This week, for the fourth straight year, two teams from both Hockey East and the ECAC travel to Belfast, Northern Ireland, for the Friendship Four tournament, a four-team event played at SSE Arena in downtown Belfast where the winner receives the Belpot Trophy.
Four years in, let me go on the record as saying this might be the single most successful initiative that college hockey has developed in the 25-plus years I have been associated with the game.
Taking the college game abroad is only a fraction of the importance of this tournament. The reality is that going to Northern Ireland likely won’t create the same recruiting frenzy for the college game as going to a larger target market for players like Finland, Russia or the Czech Republic.
But because of the sport of hockey’s relative diminutive status in both Ireland and Northern Ireland, the impact of these four teams traveling there actually becomes magnified.
From concept, the Friendship Four has always been about much more than hockey. Unlike a tournament like, say, the Great Lakes Invitational or any other holiday tournament, players don’t arrive a day or two before the opening game.
In Year 1, the four teams flew on the Monday night on a red eye arriving Tuesday before the Friday opener. By Year 4, teams have advanced that arrival even more with some teams taking morning flights this past Sunday and arriving that evening in Dublin.
It’s not just about adjusting to the new time zone five hours away (though that is a significant reason to make sure you arrive early). It’s about the educational experience that the student-athletes, the coaches and those traveling with them can experience.
Between Sunday and Friday’s game day, teams will have multiple cultural experiences from both Ireland proper and the modern city of Dublin to Northern Ireland and a far more traditional city like Belfast.
This year, teams have already visited Trinity College, one of the oldest and most well-known schools in Ireland. They’ve also visited school children throughout the city of Belfast, teaching them about the game of ice hockey while learning about their different sports like hurling and camogie.
Those same school children will make up a major part of the crowd during this weekend’s games. Since its inception, the afternoon games (the first semifinal on Friday and the consolation game on Saturday) are primarily attended by thousands of school children who are bussed in from, at times, more than an hour away. For those children, whether or not they received individual visits from teams, they were taught as part of the curriculum about at least one team and the students make signs and learn chants to support that school.
The scene for those games is pretty unique. To see (and hear the screams) of thousands of young, school-aged children all being exposed to the game of ice hockey – some for the first time ever – is riveting.
That, though, is a what makes this tournament so special.
Far too often, sports in Ireland translate to a battle between Catholics and Protestants and all too frequently that results in violence. Hockey in Northern Ireland, though, is seen as a sport where there aren’t pre-established religious affiliations with teams and any physical battles are handled on the ice, not in the stands.
That’s where the Friendship Four comes in. The root concept: bring four college teams each year from the U.S. to put on display their elite play for an audience that is beginning to appreciate and adopt the sport of ice hockey.
“Belfast was a different place when hockey came here 15 years ago,” said Shane Johnson before the first tournament in 2015. Johnson is a project manager for the Belfast Giants and, from Year 1, one of the primary organizers of the Friendship Four. Johnson also played collegiately at Boston University in the mid 90s, then professionally in England before being one of the original Giants players in 2000. “When the Giants came here, there was still a lot of tension between religious groups. It was a sport that wasn’t tied to either religion like rugby or football (American soccer).
“They were very careful when the Giants came around that nobody could say this team was one religion or another.”
To this day, the Giants remain the only professional hockey team in Northern Ireland and Ireland. Their supporters see this as the one sport with unification in the dual countries.
In fact, hockey in Northern Ireland might be one of the most unique sports the country can offer.
There are no county colors associated with the Giants. Instead, the team chose teal as its primary color so that no religion, county or other supporting group could claim an ownership.
The fans have embraced it. When in Belfast, the Giants are the major professional team and it is Belfast against the others – teams from across Great Britain playing in the Elite Ice Hockey League, Great Britain’s equivalent of the NHL. If anything, hockey has built solidarity.
That is what is on display this weekend and every year as part of the Friendship Four.
Originally conceptualized as maybe a one- or two-year event, the stranglehold it has produced on not just Belfast but on Hockey East and the ECAC is strong enough that year five is already scheduled (Northeastern and Colgate will be repeat participants; New Hampshire and Princeton will make their first appearances in the tournament).
And that’s a very good thing for college hockey.
The Friendship Four’s ability to not just create a cultural tie with Northern Ireland, but also to build lasting experiences and memories for more than 100 college athletes each year makes this one event you would love to see on the college hockey calendar for years to come.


== Task statement ==
Copy out the entries that follow. Leave none out.

[Stored data entries]
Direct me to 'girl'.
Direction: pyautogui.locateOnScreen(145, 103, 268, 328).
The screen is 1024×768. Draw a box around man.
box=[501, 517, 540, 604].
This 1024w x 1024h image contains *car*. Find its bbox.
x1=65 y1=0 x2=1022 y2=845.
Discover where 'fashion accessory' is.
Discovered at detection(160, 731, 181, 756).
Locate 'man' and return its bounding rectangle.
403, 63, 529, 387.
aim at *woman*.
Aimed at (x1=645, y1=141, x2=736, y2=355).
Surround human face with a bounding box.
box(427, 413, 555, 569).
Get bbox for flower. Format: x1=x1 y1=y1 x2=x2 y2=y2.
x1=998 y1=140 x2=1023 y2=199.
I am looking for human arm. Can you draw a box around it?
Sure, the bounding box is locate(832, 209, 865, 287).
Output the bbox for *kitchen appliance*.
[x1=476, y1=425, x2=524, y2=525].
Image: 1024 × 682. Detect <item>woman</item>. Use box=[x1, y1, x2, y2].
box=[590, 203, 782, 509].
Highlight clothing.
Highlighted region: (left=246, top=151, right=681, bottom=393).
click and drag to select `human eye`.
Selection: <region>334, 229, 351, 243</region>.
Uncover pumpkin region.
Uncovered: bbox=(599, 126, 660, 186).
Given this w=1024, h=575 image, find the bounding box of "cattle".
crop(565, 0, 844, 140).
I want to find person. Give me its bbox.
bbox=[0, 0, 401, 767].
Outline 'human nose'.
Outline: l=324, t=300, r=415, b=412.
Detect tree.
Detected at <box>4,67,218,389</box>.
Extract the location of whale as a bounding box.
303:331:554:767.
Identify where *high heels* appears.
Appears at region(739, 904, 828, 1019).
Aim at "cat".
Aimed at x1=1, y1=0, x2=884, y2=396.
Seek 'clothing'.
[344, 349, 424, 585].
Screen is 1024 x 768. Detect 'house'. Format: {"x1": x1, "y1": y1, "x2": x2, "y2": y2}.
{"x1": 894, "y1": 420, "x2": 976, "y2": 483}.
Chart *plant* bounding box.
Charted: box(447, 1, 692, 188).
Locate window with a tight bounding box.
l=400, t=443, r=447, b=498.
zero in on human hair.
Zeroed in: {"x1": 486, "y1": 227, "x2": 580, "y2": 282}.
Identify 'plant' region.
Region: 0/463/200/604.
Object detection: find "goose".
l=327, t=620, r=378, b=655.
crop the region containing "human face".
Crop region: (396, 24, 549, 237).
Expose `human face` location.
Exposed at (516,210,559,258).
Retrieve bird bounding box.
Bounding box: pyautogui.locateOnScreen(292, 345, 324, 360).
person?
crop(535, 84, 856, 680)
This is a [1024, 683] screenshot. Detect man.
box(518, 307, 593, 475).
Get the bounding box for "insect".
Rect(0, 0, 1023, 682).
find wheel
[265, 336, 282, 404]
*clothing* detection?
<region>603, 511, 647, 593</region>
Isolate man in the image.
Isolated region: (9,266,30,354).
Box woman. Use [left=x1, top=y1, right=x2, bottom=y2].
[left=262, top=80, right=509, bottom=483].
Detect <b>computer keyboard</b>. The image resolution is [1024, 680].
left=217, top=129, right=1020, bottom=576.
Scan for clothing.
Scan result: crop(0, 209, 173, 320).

== Finished task ==
Direct me to 'girl'.
Direction: pyautogui.locateOnScreen(145, 103, 268, 328).
The screen is 1024×768. Draw a box around man.
box=[501, 517, 540, 604].
This 1024w x 1024h image contains *car*. Find its bbox.
x1=65 y1=0 x2=1022 y2=845.
Discover where 'fashion accessory' is.
Discovered at detection(160, 731, 181, 756).
Locate 'man' and return its bounding rectangle.
403, 63, 529, 387.
aim at *woman*.
Aimed at (x1=645, y1=141, x2=736, y2=355).
Surround human face with a bounding box.
box(427, 413, 555, 569).
Get bbox for flower. Format: x1=x1 y1=y1 x2=x2 y2=y2.
x1=998 y1=140 x2=1023 y2=199.
I am looking for human arm. Can you draw a box around it?
Sure, the bounding box is locate(832, 209, 865, 287).
Output the bbox for *kitchen appliance*.
[x1=476, y1=425, x2=524, y2=525].
Image: 1024 × 682. Detect <item>woman</item>. Use box=[x1, y1, x2, y2].
box=[590, 203, 782, 509].
Highlight clothing.
Highlighted region: (left=246, top=151, right=681, bottom=393).
click and drag to select `human eye`.
Selection: <region>334, 229, 351, 243</region>.
Uncover pumpkin region.
Uncovered: bbox=(599, 126, 660, 186).
Given this w=1024, h=575 image, find the bounding box of "cattle".
crop(565, 0, 844, 140).
I want to find person. Give me its bbox.
bbox=[0, 0, 401, 767].
Outline 'human nose'.
Outline: l=324, t=300, r=415, b=412.
Detect tree.
Detected at <box>4,67,218,389</box>.
Extract the location of whale as a bounding box.
303:331:554:767.
Identify where *high heels* appears.
Appears at region(739, 904, 828, 1019).
Aim at "cat".
Aimed at x1=1, y1=0, x2=884, y2=396.
Seek 'clothing'.
[344, 349, 424, 585].
Screen is 1024 x 768. Detect 'house'. Format: {"x1": x1, "y1": y1, "x2": x2, "y2": y2}.
{"x1": 894, "y1": 420, "x2": 976, "y2": 483}.
Chart *plant* bounding box.
Charted: box(447, 1, 692, 188).
Locate window with a tight bounding box.
l=400, t=443, r=447, b=498.
zero in on human hair.
Zeroed in: {"x1": 486, "y1": 227, "x2": 580, "y2": 282}.
Identify 'plant' region.
Region: 0/463/200/604.
Object detection: find "goose".
l=327, t=620, r=378, b=655.
crop the region containing "human face".
Crop region: (396, 24, 549, 237).
Expose `human face` location.
Exposed at (516,210,559,258).
Retrieve bird bounding box.
Bounding box: pyautogui.locateOnScreen(292, 345, 324, 360).
person?
crop(535, 84, 856, 680)
This is a [1024, 683] screenshot. Detect man.
box(518, 307, 593, 475).
Get the bounding box for "insect".
Rect(0, 0, 1023, 682).
find wheel
[265, 336, 282, 404]
*clothing* detection?
<region>603, 511, 647, 593</region>
Isolate man in the image.
Isolated region: (9,266,30,354).
Box woman. Use [left=x1, top=y1, right=x2, bottom=y2].
[left=262, top=80, right=509, bottom=483].
Detect <b>computer keyboard</b>. The image resolution is [1024, 680].
left=217, top=129, right=1020, bottom=576.
Scan for clothing.
Scan result: crop(0, 209, 173, 320).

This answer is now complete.